For a second Jane Rivers seemed surprised rather than sad. ‘Of course not,’ she said. ‘If he’d been seen upstairs he’d have been in big trouble. Mrs Easton gave me one of her sleeping powders. I gave a quarter to Kitty.’

She shot him an almost defiant look.

‘Mrs Easton put one in her husband’s Madeira. His brothers always took port.’

‘And then?’

She made another of the odd twitching expressions he’d noticed before.

‘But things went wrong?’ he said, watching her face intently.

They killed her, he thought with sudden insight. They gave her too big a dose in their need to make her sleep and they killed her. Everything made sense: Lydia’s behaviour, Jane Rivers’ and Robert Stone’s speedy departures. The rupture of all those relationships. Guilt.

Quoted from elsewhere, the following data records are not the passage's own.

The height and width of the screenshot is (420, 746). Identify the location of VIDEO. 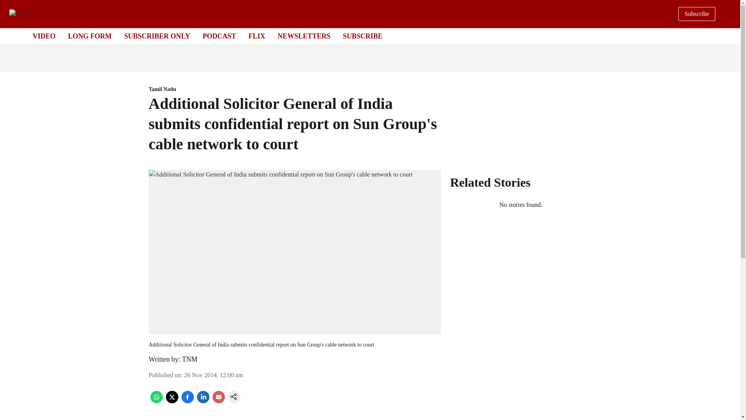
(44, 36). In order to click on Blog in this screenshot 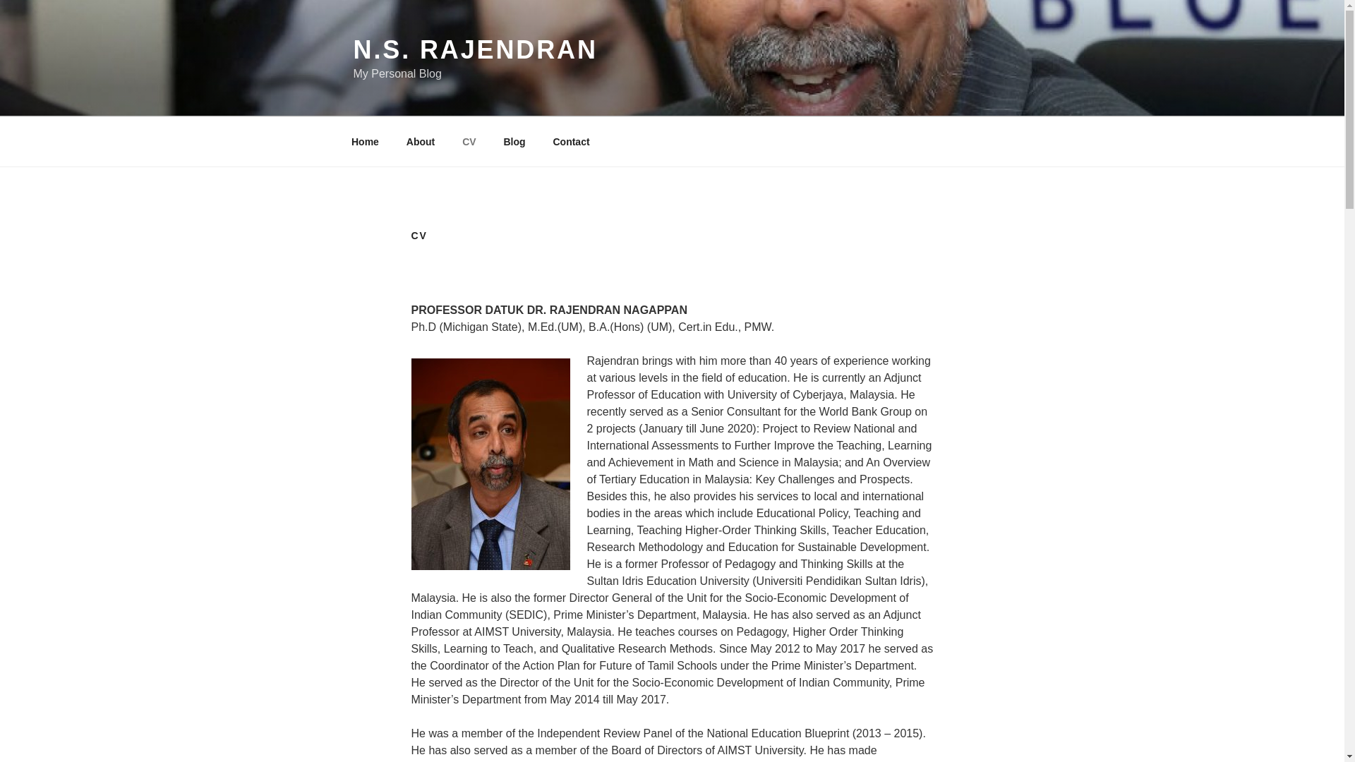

‘First, Mr Digby’d had a big dinner,’ Jane said quite calmly. A lot of wine, even for him. He didn’t drink all the Madeira. The powder took too long and with the wine it seemed to set him off on one of his fits. He laid into Mrs Easton. He was furious with her going up early or something. Later she told me he’d shook her, she was expecting, but ... she was already ... losing the baby. He said she was disloyal, telling Mr Julian he was going to cut Kitty’s fingers off. It had been a joke, he said. But now she had told about it, he’d no option, not to look a fool. He’d do it in the morning and it would be her fault.

‘So we had to go on, despite she was taken unwell, it was the night we’d planned to take Kitty, and Robert was ready downstairs, and the woman he’d got to take Kitty to London—thered be no way of stopping her from coming. Mrs Easton struggles down to get me to help her, I turn the lights on—she’s bleeding—but Mr Julian hears, he’s only four doors away. She needs him to go back in his room, so she goes with him and lets him comfort her. He keeps brandy up there and he gives her some. My door’s ajar and I don’t know what to do but she hasn’t said to stop. I lift Kitty out of bed. Open the laundry chute, which we’ve oiled two days before and tested to see that it’s quiet. All the time I can hear Mrs Easton crying. I don’t know if it’s partly to cover but mostly it’s because she’s reached the end. I tuck Kitty up with her little doll, wrapped in a blanket, and down she goes. Peaceful as an angel.’